Yalom's The Gift of Therapy exhibits an openness to the questions and insights from giants of the near-past without idolizing them: names like Karen Horney (who graces the first page of ch.1), Winnicott, Ferenczi, Fromm, Erikson, and of course Freud are cited here with critical appreciation. Given its nature ("this volume is in no way meant to be a systematic manual") it does not of course lend itself to a standard review, so instead I shall simply mosey around the book highlighting things that stand out. (This will be an on-going series of posts.)

Chapter 3 opens with an observation Yalom draws from the French novelist André Malraux about one of his characters: "there is no such thing as a grown-up person." That immediately put me in mind of Adam Phillips, the other person I have spent the last four years reading very closely, and who will feature on this blog regularly. He says in one of his many books that "we remain children for a very long time." In this light I am also minded to think of an observation I heard (perhaps in the Ken Burns' PBS series The Roosevelts?) someone make about Teddy Roosevelt to the effect that "you have to understand the president is, at heart, just a six-year-old boy." It's a pity too many of us would regard that as a fault or failing!

In ch.4 and elsewhere, Yalom offers a simple question I have started using with people and that is to ask them some version of this: As you are driving home today/leaving from here, what are you telling yourself about this conversation? What are you taking away? This, as he says later, is a useful window to help him see that he and the patient do not always "have the same experience during the hour." 

Ch. 5 offers one pithy bit of advice: "Don't be stingy" in offering positive feedback to patients. Too many today, Yalom fears, may in fact be stingy, and I would wonder if some of this does not go back to Freud's rule of "abstinence" in that the therapist was to leave the patient as undisturbed as possible by refusing to offer advice or feedback. But as Paul Roazen has demonstrated, Freud talking to fellow therapists comes across as strict and forbidding, but Freud's own clinical practice was often much more relaxed about the rules he laid down (and sometimes, as the correspondence with Ferenczi makes clear, this was not always to the good!). 

Ch. 7 deftly deals with statements from patients such as "you must be bored of me by now" by turning them around: "Is there a question in there for me? "

Ch.8 (without quoting her) sounds very similar to advice the great Nina Coltart (about whom I have a post coming) offers in allowing patients to matter to therapists, and not to be afraid to acknowledge that.
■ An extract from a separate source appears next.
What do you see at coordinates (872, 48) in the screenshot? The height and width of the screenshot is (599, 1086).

This must be nicely judged, however, so that things do not get too awry and patients matter too much or the counter-transference gets out of hand. But to be totally unmoved, sitting in lofty and aloof silence, will help nobody.
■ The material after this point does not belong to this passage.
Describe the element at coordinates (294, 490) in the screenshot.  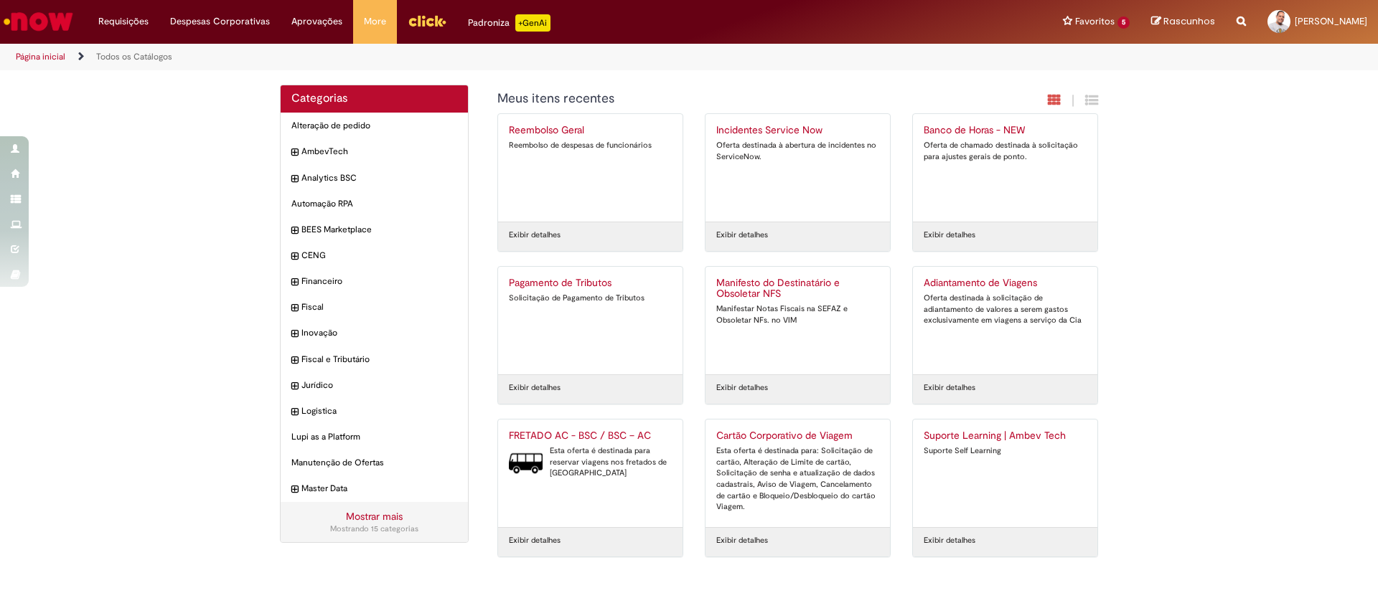
I see `i: expandir categoria Master Data` at that location.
Several times throughout the book Yalom says that therapists should just acknowledge a cock-up and deal with it openly: "I'm sorry I made a mistake" will help things get back on track more swiftly and successfully than pretending nothing happened.

Several times he also uses words like "spontaneous," "dynamic," and "ever-evolving" to describe how therapy should proceed, and in this way pushes back against the increasing tendency towards manualized, standardized "therapy."

Yalom's Ch.12, with which I shall end for now, contains what I regard as the central and most important insight and counsel in the entire book, captured by its title: "Engage in personal therapy." I am frankly amazed that plenty of people can enter the therapeutic vocation (as Coltart rightly calls it) without having undergone, and regularly undergoing, their own therapy. As I have argued elsewhere recently, a personal psychoanalysis has been the most transformational experience of my life and I remain profoundly grateful.